City Council Tosses Bottled Water

The City has talked a good game about recycling and cutting out waste, but city agencies have been slow to act. Finally after months of telling New Yorkers to stop using plastic water bottles, the City Council is falling in line and ridding itself of using plastic water bottles in the building and for functions.

From The NY Times:

Last week, the speaker’s office announced that it would stop buying bottled water for the Council’s downtown offices, which went through at least 6,000 single-serving bottles last year. As a result, bottled water will no longer be available at City Council events or official functions.

“We are obviously going to make paper cups available,” said Christine C. Quinn, the Council speaker. “We are going to urge people to bring in their own reusable water bottles.”

In addition, the city has started a pilot program with water coolers that use filtered tap water.
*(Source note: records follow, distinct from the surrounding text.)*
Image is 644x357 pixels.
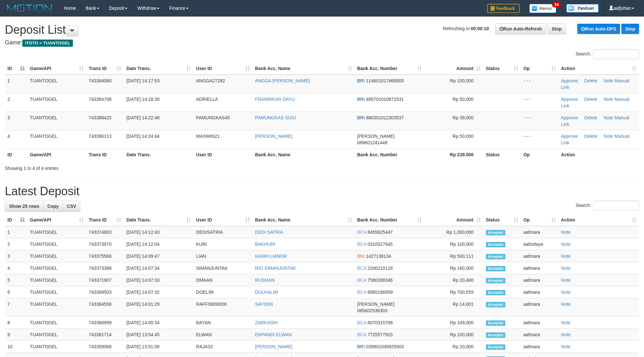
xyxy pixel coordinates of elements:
span: ITOTO > TUANTOGEL [22,40,73,47]
span: Accepted [486,266,506,271]
span: Copy 7725577915 to clipboard [367,332,392,337]
th: Trans ID: activate to sort column ascending [86,214,124,226]
td: Rp 14,001 [424,298,483,317]
input: Search: [593,200,639,210]
a: Note [561,289,571,295]
a: BAKHURI [255,241,275,247]
th: Trans ID [86,148,124,160]
td: 10 [5,340,27,353]
span: Accepted [486,230,506,235]
th: Action [558,148,639,160]
td: [DATE] 14:00:34 [124,317,194,329]
th: Op: activate to sort column ascending [521,62,558,75]
span: MAXWIN21 [196,134,219,139]
td: TUANTOGEL [27,286,86,298]
td: TUANTOGEL [27,238,86,250]
a: Note [604,115,613,120]
span: 743388425 [89,115,112,120]
td: 2 [5,93,27,112]
a: Approve [561,78,578,83]
th: ID [5,148,27,160]
a: Note [561,301,571,307]
span: Rp 50,000 [452,97,473,102]
td: Rp 700,559 [424,286,483,298]
span: [DATE] 14:22:48 [126,115,159,120]
td: TUANTOGEL [27,262,86,274]
th: Op: activate to sort column ascending [521,214,558,226]
th: ID: activate to sort column descending [5,62,27,75]
th: Status: activate to sort column ascending [483,214,521,226]
a: Stop [621,24,639,34]
a: CSV [62,200,80,212]
td: DMAAN [194,274,253,286]
a: Delete [584,78,597,83]
span: 743384708 [89,97,112,102]
input: Search: [593,49,639,59]
a: Manual Link [561,115,629,127]
span: Rp 39,000 [452,115,473,120]
a: DEDI SATRIA [255,229,283,235]
span: Copy 2200210118 to clipboard [367,265,392,271]
td: [DATE] 14:12:43 [124,226,194,238]
th: Bank Acc. Number [355,148,424,160]
span: Show 25 rows [9,203,39,209]
a: Manual Link [561,97,629,108]
a: ZARKASIH [255,320,277,325]
span: BRI [357,344,365,349]
td: TUANTOGEL [27,112,86,130]
td: aafmara [521,317,558,329]
td: aafmara [521,286,558,298]
a: Note [561,320,571,325]
span: PAMUNGKAS45 [196,115,230,120]
span: Accepted [486,278,506,283]
a: Run Auto-Refresh [495,23,546,34]
th: ID: activate to sort column descending [5,214,27,226]
td: Rp 1,000,000 [424,226,483,238]
td: 743373388 [86,262,124,274]
span: Refreshing in: [443,26,489,31]
th: Bank Acc. Name: activate to sort column ascending [253,214,354,226]
td: Rp 20,000 [424,340,483,353]
td: 2 [5,238,27,250]
a: Note [561,278,571,282]
span: Copy 114601017468505 to clipboard [366,78,404,83]
a: Show 25 rows [5,200,43,212]
a: Approve [561,115,578,120]
td: [DATE] 14:12:04 [124,238,194,250]
a: Manual Link [561,78,629,90]
a: RIO SIMANJUNTAK [255,265,296,271]
span: Copy 485701010972531 to clipboard [366,97,404,102]
span: BRI [357,115,365,120]
span: [DATE] 14:17:53 [126,78,159,83]
div: Showing 1 to 4 of 4 entries [5,162,263,171]
td: TUANTOGEL [27,298,86,317]
td: RAFFI9000000 [194,298,253,317]
a: Run Auto-DPS [577,24,620,34]
th: Game/API [27,148,86,160]
td: 8 [5,317,27,329]
td: - - - [521,130,558,148]
span: [PERSON_NAME] [357,134,394,139]
th: Bank Acc. Number: activate to sort column ascending [355,62,424,75]
span: Copy 6070315708 to clipboard [367,320,392,325]
a: Note [561,254,571,258]
span: Rp 100,000 [450,78,473,83]
td: 4 [5,130,27,148]
td: aafmara [521,274,558,286]
td: TUANTOGEL [27,329,86,340]
strong: 00:00:10 [470,26,489,31]
td: 743375566 [86,250,124,262]
a: [PERSON_NAME] [255,134,292,139]
a: Note [561,332,571,337]
td: aafmara [521,250,558,262]
td: 743373970 [86,238,124,250]
span: 34 [552,1,561,7]
h1: Deposit List [5,23,639,36]
td: TUANTOGEL [27,317,86,329]
span: BCA [357,229,366,235]
span: ADRIELLA [196,97,218,102]
th: Status [483,148,521,160]
span: Copy 085602536303 to clipboard [357,308,388,313]
span: BCA [357,320,366,325]
span: Copy [47,203,59,209]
Nine of the coolers have been installed in the last six months at City Hall and in the Municipal Building.

“It is a bit hypocritical for the city to be buying bottled water for city buildings while it is encouraging New Yorkers to drink city tap water,” said Simcha Felder, a Brooklyn councilman who pressed the cooler issue at budget hearings.


Just a lil' bit Mr. Felder, just a lil' bit. Good job on getting the Council to conserve plastic. It may be a small part of the waste New Yorkers make, but a step in the right direction is still movement. Now if only they could cut down on all those useless bills Council Members like to propose so their constituents think they're busy. Then we'd really be making a difference.